Whether through federal workforce restructuring, attacks on DEI frameworks, judicial appointments hostile to civil-rights enforcement, weakened voting protections, education policy shifts, or broader anti-equity political messaging, Black communities are often first to absorb structural fallout.

This is not merely about rhetoric.

It is about policy outcomes.

Black federal employees have historically represented a significant share of stable middle-class public-sector employment.

Civil service restructuring matters.

Voting-rights rollbacks matter.

Educational access matters.

Representation matters.

Yet too often, these stories are fragmented instead of connected.

That fragmentation serves power.

WHO DECIDES WHAT YOU SEE?

A handful of major corporate media entities, platform algorithms, wire services, and editorial gatekeepers still shape much of what the public consumes.

No, six people do not literally control 90% of global media.

But concentration is real.

Narrative power is real.

Agenda setting is real.

And silence can be as political as speech.

FINAL WORD

The question is not whether America has important stories.

The question is why some stories remain politically inconvenient.

Because if racism is merely a “failed narrative,” why do voting maps still trigger civil-rights litigation?

If third-term politics are unserious, why draft amendments?

If Project 2025 is harmless, why decades of infrastructure?

If Black America is overreacting, why repeated structural consequences?

Truth does not disappear because powerful people stop discussing it.

And history has a brutal habit of exposing what polite silence tries to hide.

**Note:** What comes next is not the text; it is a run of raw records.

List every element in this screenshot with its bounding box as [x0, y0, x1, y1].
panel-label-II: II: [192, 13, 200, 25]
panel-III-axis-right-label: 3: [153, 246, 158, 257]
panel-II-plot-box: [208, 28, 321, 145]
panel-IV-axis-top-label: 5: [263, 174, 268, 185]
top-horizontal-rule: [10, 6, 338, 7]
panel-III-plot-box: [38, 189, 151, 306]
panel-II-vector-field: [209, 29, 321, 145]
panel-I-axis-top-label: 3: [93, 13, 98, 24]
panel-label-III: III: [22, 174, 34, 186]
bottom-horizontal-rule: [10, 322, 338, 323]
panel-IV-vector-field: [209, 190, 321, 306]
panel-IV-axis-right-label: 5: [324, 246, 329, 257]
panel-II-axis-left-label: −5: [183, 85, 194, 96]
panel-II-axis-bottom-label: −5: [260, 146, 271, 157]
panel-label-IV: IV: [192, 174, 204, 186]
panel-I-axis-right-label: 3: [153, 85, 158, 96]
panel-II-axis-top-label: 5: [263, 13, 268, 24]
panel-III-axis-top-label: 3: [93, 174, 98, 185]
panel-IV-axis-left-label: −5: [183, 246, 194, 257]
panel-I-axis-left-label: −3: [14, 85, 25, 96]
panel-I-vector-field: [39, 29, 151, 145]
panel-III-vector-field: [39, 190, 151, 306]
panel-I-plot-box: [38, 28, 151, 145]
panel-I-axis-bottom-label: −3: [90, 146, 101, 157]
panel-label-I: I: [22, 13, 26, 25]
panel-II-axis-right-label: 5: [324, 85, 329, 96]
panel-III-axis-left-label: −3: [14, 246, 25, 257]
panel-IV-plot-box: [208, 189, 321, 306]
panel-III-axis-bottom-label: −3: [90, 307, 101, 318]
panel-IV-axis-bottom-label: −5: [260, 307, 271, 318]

Major media should remember that.

Edmond W. Davis
Edmond W. Davis

About the Author
Edmond W. Davis is a social historian, journalist, retired history professor, socioemotional intelligence expert, author of multiple historical texts, Arkansas’s first and only Tuskegee Airmen history textbook, and an international speaker. Davis had a role as a Shelby County Courtroom Jail Deputy on the NBC TV series Bluff City Law. He is a former director of the Derek Olivier Research Institute for the Prevention of Gun Violence. Davis is also the founder of the National HBCU Black Wall Street Career Fest and an Amazon #1 author. Contact him via www.edmondwdavis.com.